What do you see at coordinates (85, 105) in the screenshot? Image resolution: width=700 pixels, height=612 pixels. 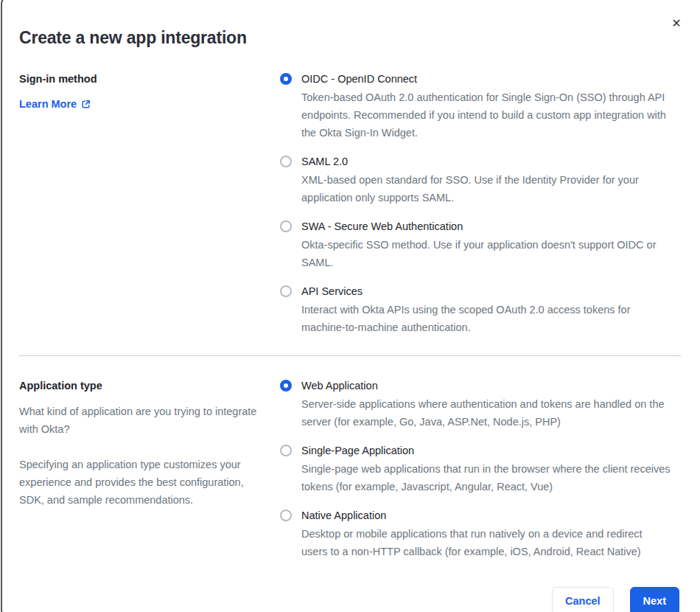 I see `external-link-icon` at bounding box center [85, 105].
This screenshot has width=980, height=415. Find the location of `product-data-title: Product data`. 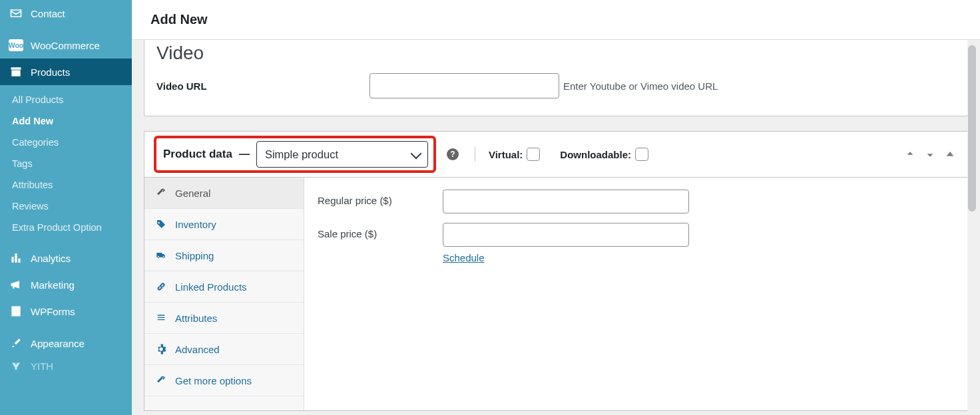

product-data-title: Product data is located at coordinates (198, 154).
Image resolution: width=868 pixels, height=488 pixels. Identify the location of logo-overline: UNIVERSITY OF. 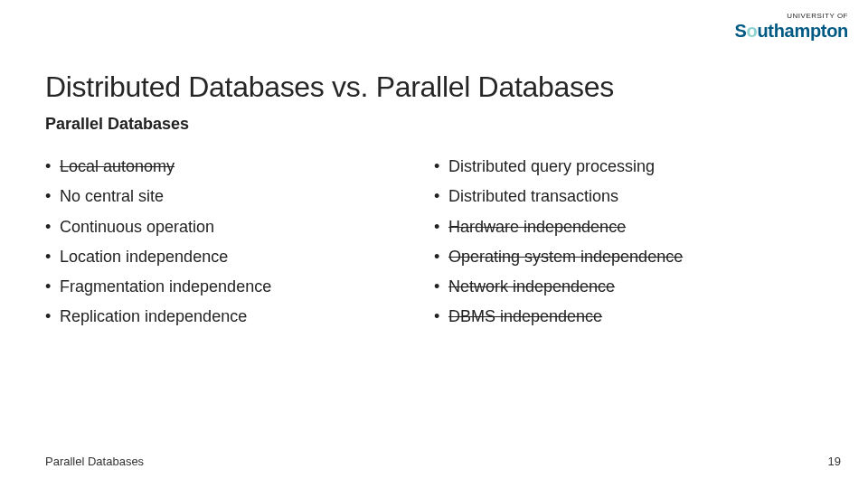
(791, 16).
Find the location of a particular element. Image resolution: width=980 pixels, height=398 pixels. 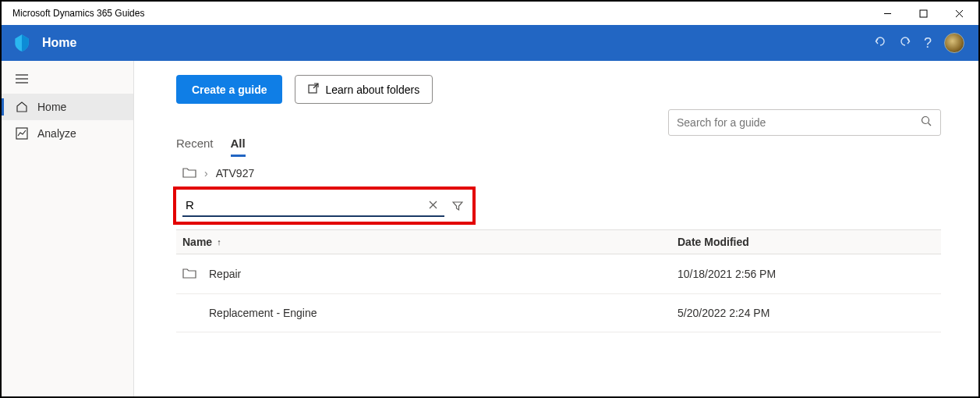

app-logo-icon is located at coordinates (22, 43).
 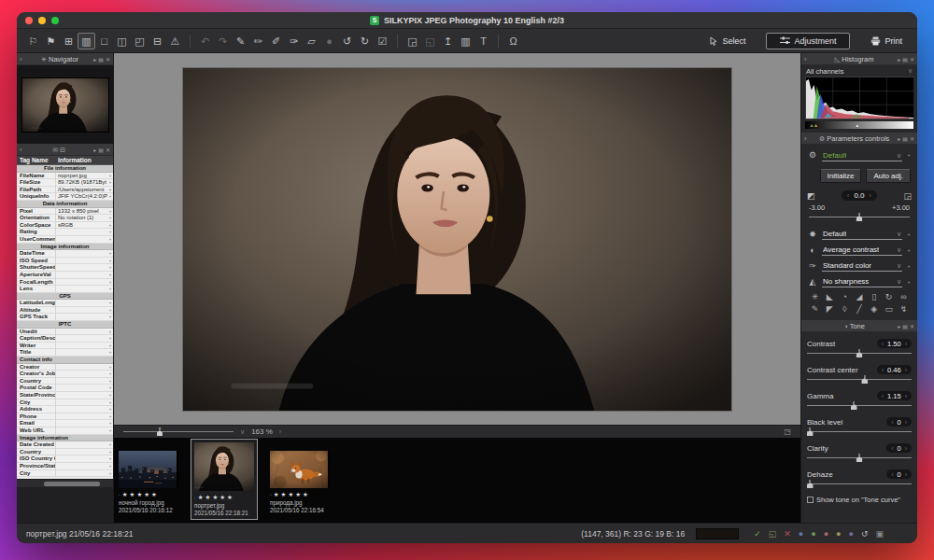 I want to click on pen-tool-icon: ✎, so click(x=241, y=41).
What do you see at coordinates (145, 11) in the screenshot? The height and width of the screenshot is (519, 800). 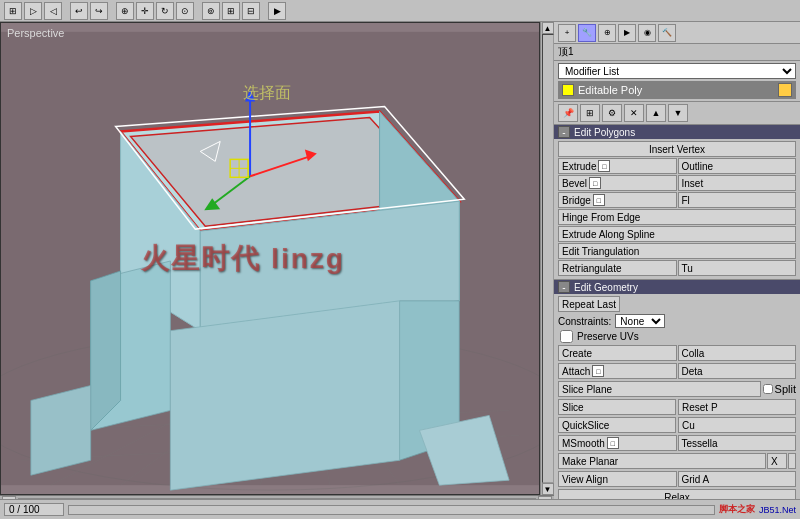 I see `toolbar-btn-move: ✛` at bounding box center [145, 11].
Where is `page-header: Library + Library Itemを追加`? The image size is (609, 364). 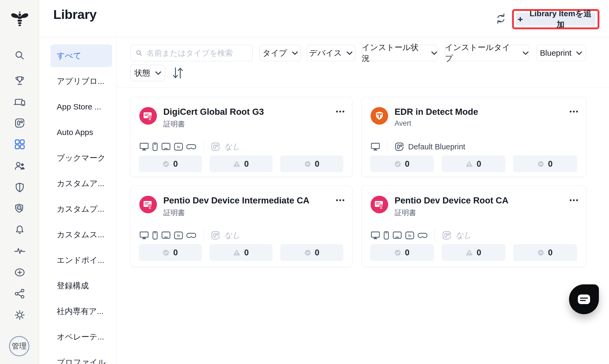 page-header: Library + Library Itemを追加 is located at coordinates (324, 19).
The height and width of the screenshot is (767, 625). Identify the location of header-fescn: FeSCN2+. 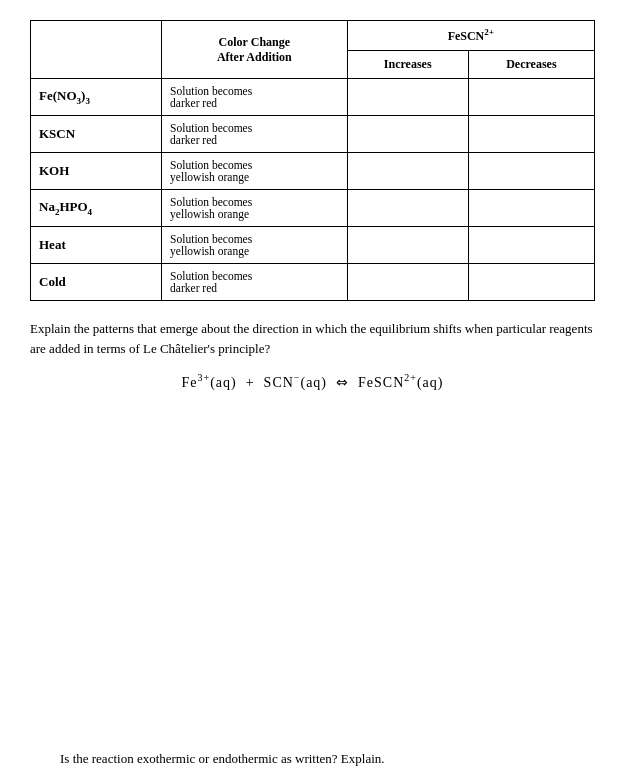
(470, 36).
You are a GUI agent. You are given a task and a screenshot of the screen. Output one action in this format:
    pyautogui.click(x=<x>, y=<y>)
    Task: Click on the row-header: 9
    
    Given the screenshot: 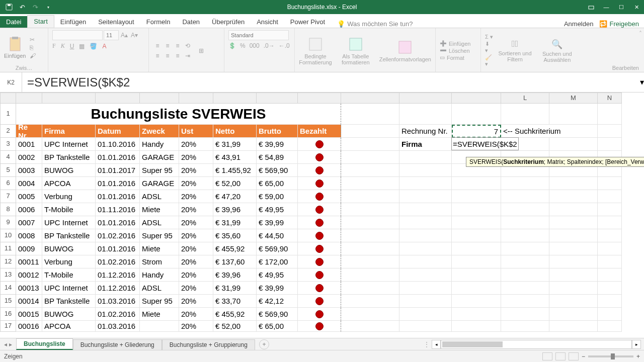 What is the action you would take?
    pyautogui.click(x=8, y=223)
    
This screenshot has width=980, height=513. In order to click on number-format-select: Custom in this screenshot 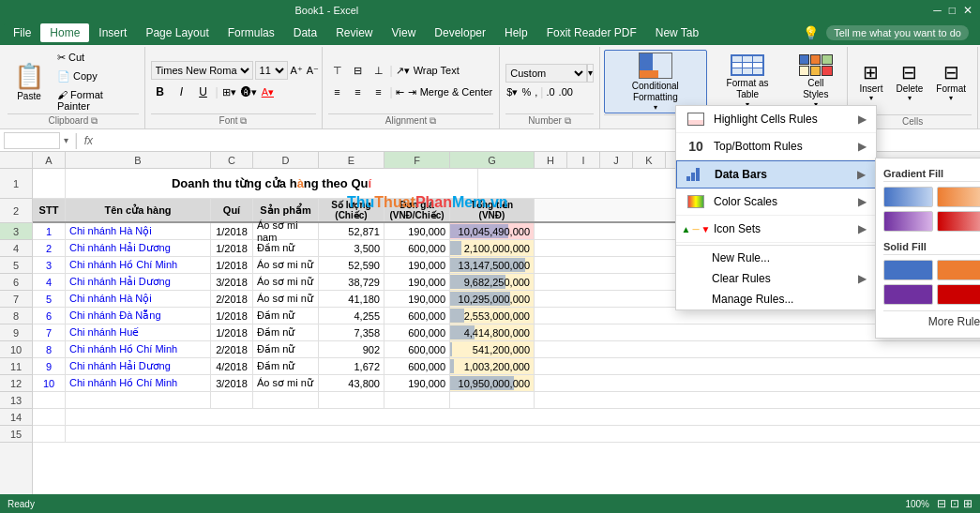, I will do `click(546, 73)`.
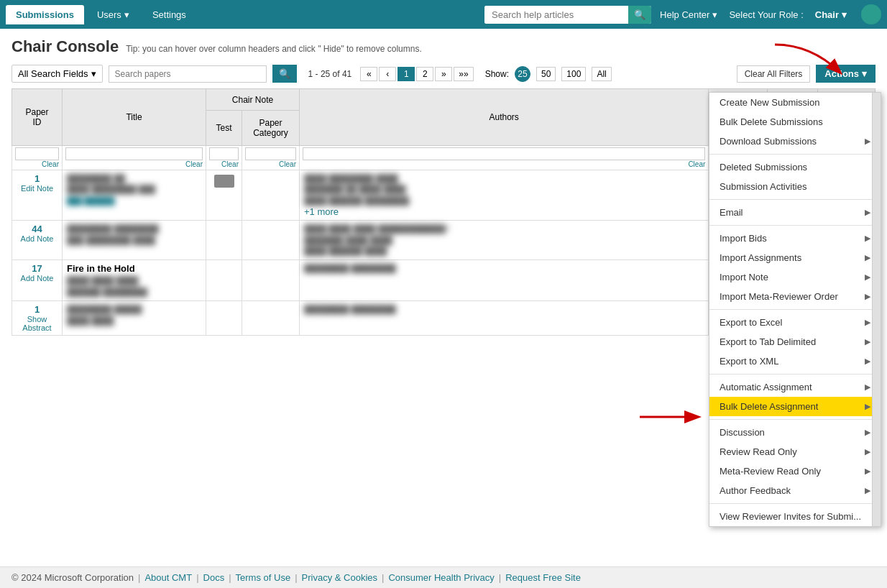  What do you see at coordinates (65, 47) in the screenshot?
I see `page-title: Chair Console` at bounding box center [65, 47].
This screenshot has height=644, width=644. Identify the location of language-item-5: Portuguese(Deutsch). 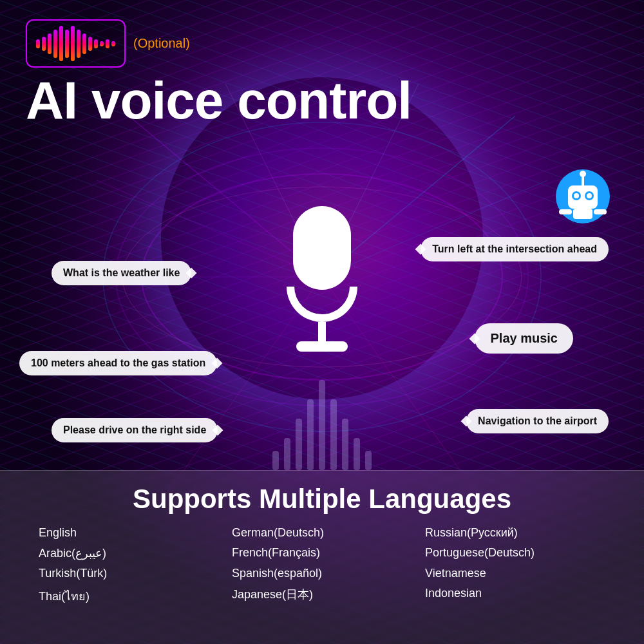
(515, 553).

-------------------------

Work to complete: Print exactly the lines above, between the one holding "You are a GUI" and the one holding "Task: Click on the row-header: 9", inclusive, and nothing besides.

Exercise solution:
You are a GUI agent. You are given a task and a screenshot of the screen. Output one action in this format:
    pyautogui.click(x=<x>, y=<y>)
    Task: Click on the row-header: 9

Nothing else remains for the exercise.